Stories about underrepresented voices are gaining well-deserved popularity in Hollywood these days, and now it’s very obvious that Christopher Nolan has taken notice. The man must really, really want to bring home Best Picture because he is trying to game the system with a real moonshot idea: Christopher Nolan is currently halfway through feverishly recutting Dunkirk as a female-driven coming-of-age story in hopes it will win an Oscar.
Sources close to the filmmaker say that after taking note of trends in the competitive field of Oscar-worthy films this year, Nolan rushed off to an editing bay and frantically opened up Final Cut Pro to start rearranging footage from his original film about soldiers in World War II into a new film about the struggles and triumphs of becoming a woman. As of press time, the new cut is entitled Growing Up Dunkirk, and it focuses on one nurse’s attempts to fulfill her duties as a caregiver on a British destroyer while simultaneously navigating complicated friendships with her fellow nurses and starting to date her longtime crush, a British soldier played by Hollywood heartthrob Harry Styles.
Nolan has been spending 12 frenzied hours a day intercutting brief snippets of dialogue from an unnamed nurse character in the original Dunkirk supported by new voice-over of the nurse describing her complicated, but ultimately loving, relationship with her mother.

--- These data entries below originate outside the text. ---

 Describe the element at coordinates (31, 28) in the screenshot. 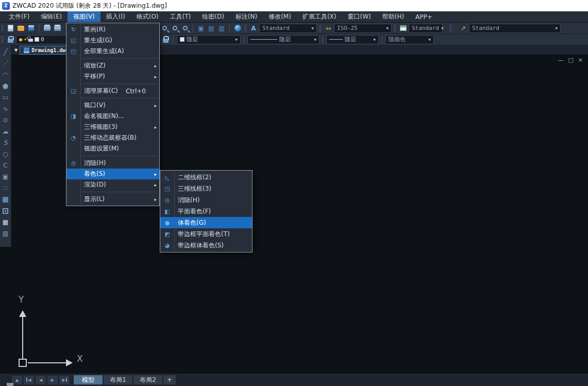

I see `save-button` at that location.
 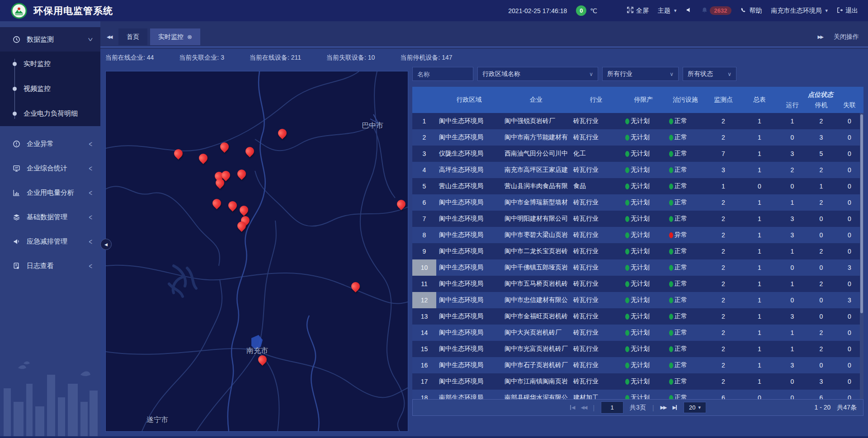 I want to click on table-row: 11阆中生态环境局阆中市五马桥页岩机砖砖瓦行业无计划正常21120, so click(x=638, y=284).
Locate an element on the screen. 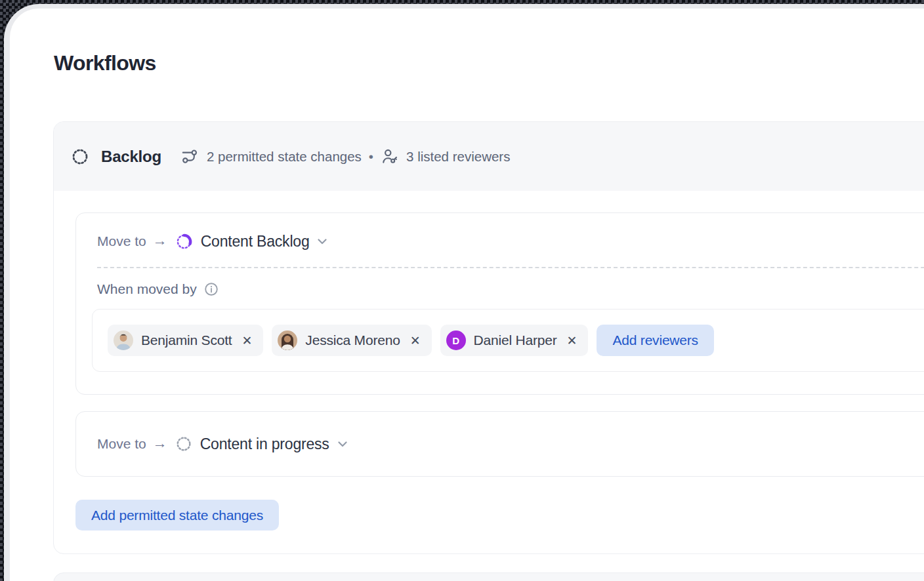  reviewer-chip: D Daniel Harper ✕ is located at coordinates (514, 340).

Although the new cut currently clocks in at only 24 minutes, including several montages of shots that pan across the open ocean that he’s desperately hoping will be interpreted by the Academy as a symbol for the vastness of the female experience, the acclaimed director appears confident that its female-driven storyline about finding one’s true identity in the face of adversity will catch the Academy’s attention better than a more traditional war movie would have.
Industry insiders agree that this is a million-to-one shot, but if he pulls it off and voters do identify with the nurse’s struggle to find her blossoming identity within the hospital walls and within herself, it would be quite the win. Nolan is clearly gunning pretty hard for an Oscar, and you can’t blame him for pulling out all the stops, even if it means completely abandoning the WWII film he spent years working on. Let’s see if he’ll be the first filmmaker to pull an all-nighter before the Oscars—and still snag one of those coveted golden statues!